Staff Pick
Written in beautiful, poetic fragments, Plums for Months abounds with the challenges Zaji Cox faced growing up, but, more importantly, is suffused with the joy that can’t help but overflow from this unique, imaginative, thoughtful human. Recommended By Gigi L., Powells.com
Synopses & Reviews
As a neurodivergent child in a hundred-year-old house, Zaji Cox collects grammar books, second-hand toys, and sightings of feral cats. She dances and cartwheels through self-discovery and doubt, guided by her big sister and their devoted single mother. Through short essays that evoke the abundant imagination of childhood, Plums for Months explores the challenges of growing up mixed race and low-income on the outskirts of Portland, Oregon.
Review
"Plums For Months is one of the most beautiful books I have ever read, or held, and one which defies every category. It leaves me not knowing what to call it so I'll just call it MAGIC."
Jennifer Pastiloff, bestselling author of On Being Human
Review
"Zaji Cox has given the world the profound gift of re-imagining. By rendering reality in fragments, glimpses, lyric reveries and narrative pulses, she has opened up her own experience — with tremendous generosity and compassion — to illuminate how difference is a place of endlessly generative passion. This book is a poetic lovesong as big as the cosmos. This book brings me back to life."
Lidia Yuknavitch, author of Thrust
Review
"I fell in love. With every page, more and more. Zaji Cox 's beautiful memoir, Plums for Months, is an intimate portrait of a girl so smart and so wise and so open about her fears and insecurities that I wanted to wrap my arms around the very pages I was reading. Yes, Cox is acutely aware of the ways she is different. But her earnest struggle and all her obvious strengths are the picture of a hero. This is a story of precise particularity that is also somehow universal. It is a beautiful work of pain and wonder. If you have a beating heart, you can relate."
Liz Scott, author of This Never Happened
Review
"While every neurodiverse person is unique, it is in the relatable observations and unique worldview that Zaji Cox's vignettes shine. An amalgamate anthem, Plums for Months shows how to seek solitude, coping, and comfort in everyday interactions."
Joe Biel, author of Good Trouble: Building a Successful Life & Business with Autism
About the Author
Zaji Cox wrote her first short story at age nine. A dancer, model, and artist, she has performed at the PDX Poetry Festival, Survival of the Feminist reading series, Corporeal Writing's LOOP, and the Northwest Folklife Festival. She holds a bachelor's degree in English and her writing can be found in Pathos Literary Magazine, Entropy, The Portland Metrozine, Cultural Daily, CARE Covid Art REsource, and the anthology 2020: The Year of the Asterisk (University of Hell Press).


Your copy should match the records below word for word and contain no pictures.

-- Listed records follows --

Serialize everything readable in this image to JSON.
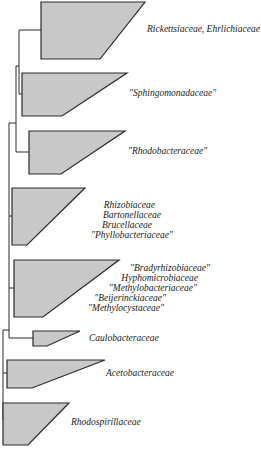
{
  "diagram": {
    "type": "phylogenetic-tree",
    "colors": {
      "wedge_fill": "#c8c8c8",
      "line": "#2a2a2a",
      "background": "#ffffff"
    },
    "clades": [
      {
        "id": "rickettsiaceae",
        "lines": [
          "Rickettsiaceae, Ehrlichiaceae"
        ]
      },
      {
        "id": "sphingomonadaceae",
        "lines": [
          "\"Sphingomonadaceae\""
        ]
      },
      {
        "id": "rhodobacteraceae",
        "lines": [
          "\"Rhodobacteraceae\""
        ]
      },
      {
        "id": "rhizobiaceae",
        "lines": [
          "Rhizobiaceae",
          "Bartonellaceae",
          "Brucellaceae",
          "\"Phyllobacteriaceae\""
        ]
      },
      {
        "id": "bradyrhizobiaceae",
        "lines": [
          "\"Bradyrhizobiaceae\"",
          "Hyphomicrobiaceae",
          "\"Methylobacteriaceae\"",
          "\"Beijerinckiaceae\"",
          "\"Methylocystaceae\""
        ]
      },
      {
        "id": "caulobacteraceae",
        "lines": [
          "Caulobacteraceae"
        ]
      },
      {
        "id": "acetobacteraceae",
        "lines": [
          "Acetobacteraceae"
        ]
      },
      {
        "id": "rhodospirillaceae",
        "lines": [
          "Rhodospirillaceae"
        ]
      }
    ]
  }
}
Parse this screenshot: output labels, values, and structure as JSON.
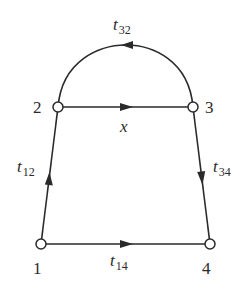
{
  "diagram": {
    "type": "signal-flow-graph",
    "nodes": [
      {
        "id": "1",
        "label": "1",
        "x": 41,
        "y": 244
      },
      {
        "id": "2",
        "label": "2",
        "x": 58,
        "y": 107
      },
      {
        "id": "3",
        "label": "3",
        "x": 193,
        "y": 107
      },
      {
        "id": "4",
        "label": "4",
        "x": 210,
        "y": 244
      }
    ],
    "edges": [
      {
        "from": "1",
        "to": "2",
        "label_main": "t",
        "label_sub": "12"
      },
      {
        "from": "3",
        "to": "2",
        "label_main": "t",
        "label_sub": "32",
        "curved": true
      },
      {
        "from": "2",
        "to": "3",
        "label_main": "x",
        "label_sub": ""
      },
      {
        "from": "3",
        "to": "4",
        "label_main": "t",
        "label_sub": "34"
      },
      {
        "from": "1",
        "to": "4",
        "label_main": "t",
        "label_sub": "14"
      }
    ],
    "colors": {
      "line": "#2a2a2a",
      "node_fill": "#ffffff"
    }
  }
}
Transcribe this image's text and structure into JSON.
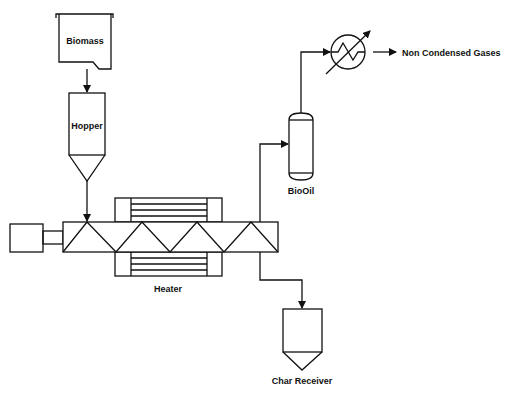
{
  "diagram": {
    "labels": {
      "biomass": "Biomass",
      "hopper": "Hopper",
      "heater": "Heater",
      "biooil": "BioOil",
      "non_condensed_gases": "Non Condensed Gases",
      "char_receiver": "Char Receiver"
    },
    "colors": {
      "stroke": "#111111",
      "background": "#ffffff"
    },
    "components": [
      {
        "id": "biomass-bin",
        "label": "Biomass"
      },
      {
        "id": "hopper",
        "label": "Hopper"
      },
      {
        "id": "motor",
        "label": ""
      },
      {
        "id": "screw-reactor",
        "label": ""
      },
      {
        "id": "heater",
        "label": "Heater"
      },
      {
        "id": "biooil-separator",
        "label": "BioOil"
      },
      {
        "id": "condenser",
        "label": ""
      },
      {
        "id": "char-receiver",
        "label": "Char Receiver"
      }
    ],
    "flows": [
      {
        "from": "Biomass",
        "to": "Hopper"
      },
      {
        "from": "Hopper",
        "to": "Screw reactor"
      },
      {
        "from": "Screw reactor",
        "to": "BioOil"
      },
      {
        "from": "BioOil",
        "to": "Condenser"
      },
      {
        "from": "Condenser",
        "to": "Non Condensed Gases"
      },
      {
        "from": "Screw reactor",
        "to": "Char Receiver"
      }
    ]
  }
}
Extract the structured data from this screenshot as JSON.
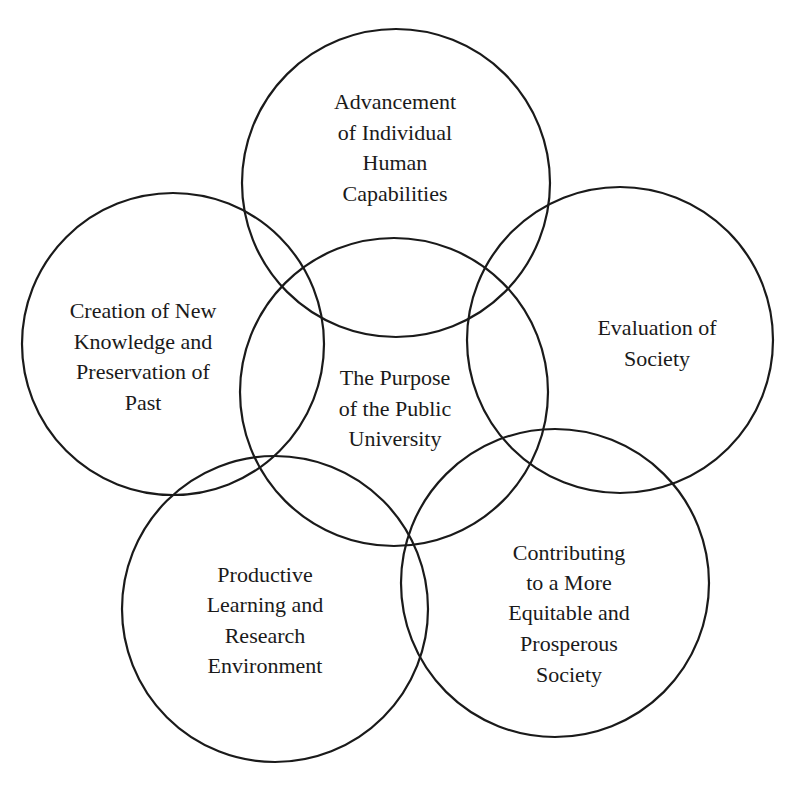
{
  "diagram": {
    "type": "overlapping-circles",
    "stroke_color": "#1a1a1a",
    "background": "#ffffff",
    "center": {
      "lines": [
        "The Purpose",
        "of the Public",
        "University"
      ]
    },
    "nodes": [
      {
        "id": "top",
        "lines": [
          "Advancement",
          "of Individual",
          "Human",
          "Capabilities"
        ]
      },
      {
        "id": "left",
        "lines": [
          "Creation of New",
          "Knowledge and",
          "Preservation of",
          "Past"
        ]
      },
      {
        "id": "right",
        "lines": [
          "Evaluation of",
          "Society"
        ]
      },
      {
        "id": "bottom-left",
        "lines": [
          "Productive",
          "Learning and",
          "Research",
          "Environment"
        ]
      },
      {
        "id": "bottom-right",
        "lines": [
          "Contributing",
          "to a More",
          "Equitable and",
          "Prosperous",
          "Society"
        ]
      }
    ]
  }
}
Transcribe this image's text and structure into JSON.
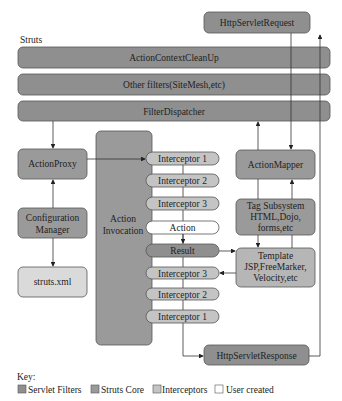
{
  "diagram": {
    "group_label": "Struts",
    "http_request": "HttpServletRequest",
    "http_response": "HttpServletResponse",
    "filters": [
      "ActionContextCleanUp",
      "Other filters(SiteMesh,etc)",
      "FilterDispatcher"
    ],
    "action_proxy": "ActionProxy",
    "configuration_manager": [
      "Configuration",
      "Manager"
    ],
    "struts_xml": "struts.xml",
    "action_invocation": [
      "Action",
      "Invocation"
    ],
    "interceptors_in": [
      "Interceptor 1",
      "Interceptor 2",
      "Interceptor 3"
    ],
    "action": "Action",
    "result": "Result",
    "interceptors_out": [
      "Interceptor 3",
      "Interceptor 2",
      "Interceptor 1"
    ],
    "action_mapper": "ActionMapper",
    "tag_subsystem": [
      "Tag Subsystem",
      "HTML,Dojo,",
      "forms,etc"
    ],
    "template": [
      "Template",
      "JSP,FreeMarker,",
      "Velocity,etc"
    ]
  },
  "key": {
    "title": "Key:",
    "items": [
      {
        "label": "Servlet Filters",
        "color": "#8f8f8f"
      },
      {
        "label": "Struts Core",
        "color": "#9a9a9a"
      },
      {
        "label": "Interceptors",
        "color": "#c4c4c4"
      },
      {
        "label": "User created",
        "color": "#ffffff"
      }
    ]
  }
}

-- Listed records concluded --

### Exercise answer
Serialize everything readable in this image to JSON.
{
  "diagram": {
    "type": "phylogenetic-tree",
    "colors": {
      "wedge_fill": "#c8c8c8",
      "line": "#2a2a2a",
      "background": "#ffffff"
    },
    "clades": [
      {
        "id": "rickettsiaceae",
        "lines": [
          "Rickettsiaceae, Ehrlichiaceae"
        ]
      },
      {
        "id": "sphingomonadaceae",
        "lines": [
          "\"Sphingomonadaceae\""
        ]
      },
      {
        "id": "rhodobacteraceae",
        "lines": [
          "\"Rhodobacteraceae\""
        ]
      },
      {
        "id": "rhizobiaceae",
        "lines": [
          "Rhizobiaceae",
          "Bartonellaceae",
          "Brucellaceae",
          "\"Phyllobacteriaceae\""
        ]
      },
      {
        "id": "bradyrhizobiaceae",
        "lines": [
          "\"Bradyrhizobiaceae\"",
          "Hyphomicrobiaceae",
          "\"Methylobacteriaceae\"",
          "\"Beijerinckiaceae\"",
          "\"Methylocystaceae\""
        ]
      },
      {
        "id": "caulobacteraceae",
        "lines": [
          "Caulobacteraceae"
        ]
      },
      {
        "id": "acetobacteraceae",
        "lines": [
          "Acetobacteraceae"
        ]
      },
      {
        "id": "rhodospirillaceae",
        "lines": [
          "Rhodospirillaceae"
        ]
      }
    ]
  }
}
Parse this screenshot: output labels, values, and structure as JSON.
{
  "diagram": {
    "type": "signal-flow-graph",
    "nodes": [
      {
        "id": "1",
        "label": "1",
        "x": 41,
        "y": 244
      },
      {
        "id": "2",
        "label": "2",
        "x": 58,
        "y": 107
      },
      {
        "id": "3",
        "label": "3",
        "x": 193,
        "y": 107
      },
      {
        "id": "4",
        "label": "4",
        "x": 210,
        "y": 244
      }
    ],
    "edges": [
      {
        "from": "1",
        "to": "2",
        "label_main": "t",
        "label_sub": "12"
      },
      {
        "from": "3",
        "to": "2",
        "label_main": "t",
        "label_sub": "32",
        "curved": true
      },
      {
        "from": "2",
        "to": "3",
        "label_main": "x",
        "label_sub": ""
      },
      {
        "from": "3",
        "to": "4",
        "label_main": "t",
        "label_sub": "34"
      },
      {
        "from": "1",
        "to": "4",
        "label_main": "t",
        "label_sub": "14"
      }
    ],
    "colors": {
      "line": "#2a2a2a",
      "node_fill": "#ffffff"
    }
  }
}
Transcribe this image's text and structure into JSON.
{
  "diagram": {
    "labels": {
      "biomass": "Biomass",
      "hopper": "Hopper",
      "heater": "Heater",
      "biooil": "BioOil",
      "non_condensed_gases": "Non Condensed Gases",
      "char_receiver": "Char Receiver"
    },
    "colors": {
      "stroke": "#111111",
      "background": "#ffffff"
    },
    "components": [
      {
        "id": "biomass-bin",
        "label": "Biomass"
      },
      {
        "id": "hopper",
        "label": "Hopper"
      },
      {
        "id": "motor",
        "label": ""
      },
      {
        "id": "screw-reactor",
        "label": ""
      },
      {
        "id": "heater",
        "label": "Heater"
      },
      {
        "id": "biooil-separator",
        "label": "BioOil"
      },
      {
        "id": "condenser",
        "label": ""
      },
      {
        "id": "char-receiver",
        "label": "Char Receiver"
      }
    ],
    "flows": [
      {
        "from": "Biomass",
        "to": "Hopper"
      },
      {
        "from": "Hopper",
        "to": "Screw reactor"
      },
      {
        "from": "Screw reactor",
        "to": "BioOil"
      },
      {
        "from": "BioOil",
        "to": "Condenser"
      },
      {
        "from": "Condenser",
        "to": "Non Condensed Gases"
      },
      {
        "from": "Screw reactor",
        "to": "Char Receiver"
      }
    ]
  }
}
Extract the structured data from this screenshot as JSON.
{
  "diagram": {
    "type": "overlapping-circles",
    "stroke_color": "#1a1a1a",
    "background": "#ffffff",
    "center": {
      "lines": [
        "The Purpose",
        "of the Public",
        "University"
      ]
    },
    "nodes": [
      {
        "id": "top",
        "lines": [
          "Advancement",
          "of Individual",
          "Human",
          "Capabilities"
        ]
      },
      {
        "id": "left",
        "lines": [
          "Creation of New",
          "Knowledge and",
          "Preservation of",
          "Past"
        ]
      },
      {
        "id": "right",
        "lines": [
          "Evaluation of",
          "Society"
        ]
      },
      {
        "id": "bottom-left",
        "lines": [
          "Productive",
          "Learning and",
          "Research",
          "Environment"
        ]
      },
      {
        "id": "bottom-right",
        "lines": [
          "Contributing",
          "to a More",
          "Equitable and",
          "Prosperous",
          "Society"
        ]
      }
    ]
  }
}
Transcribe this image's text and structure into JSON.
{
  "diagram": {
    "group_label": "Struts",
    "http_request": "HttpServletRequest",
    "http_response": "HttpServletResponse",
    "filters": [
      "ActionContextCleanUp",
      "Other filters(SiteMesh,etc)",
      "FilterDispatcher"
    ],
    "action_proxy": "ActionProxy",
    "configuration_manager": [
      "Configuration",
      "Manager"
    ],
    "struts_xml": "struts.xml",
    "action_invocation": [
      "Action",
      "Invocation"
    ],
    "interceptors_in": [
      "Interceptor 1",
      "Interceptor 2",
      "Interceptor 3"
    ],
    "action": "Action",
    "result": "Result",
    "interceptors_out": [
      "Interceptor 3",
      "Interceptor 2",
      "Interceptor 1"
    ],
    "action_mapper": "ActionMapper",
    "tag_subsystem": [
      "Tag Subsystem",
      "HTML,Dojo,",
      "forms,etc"
    ],
    "template": [
      "Template",
      "JSP,FreeMarker,",
      "Velocity,etc"
    ]
  },
  "key": {
    "title": "Key:",
    "items": [
      {
        "label": "Servlet Filters",
        "color": "#8f8f8f"
      },
      {
        "label": "Struts Core",
        "color": "#9a9a9a"
      },
      {
        "label": "Interceptors",
        "color": "#c4c4c4"
      },
      {
        "label": "User created",
        "color": "#ffffff"
      }
    ]
  }
}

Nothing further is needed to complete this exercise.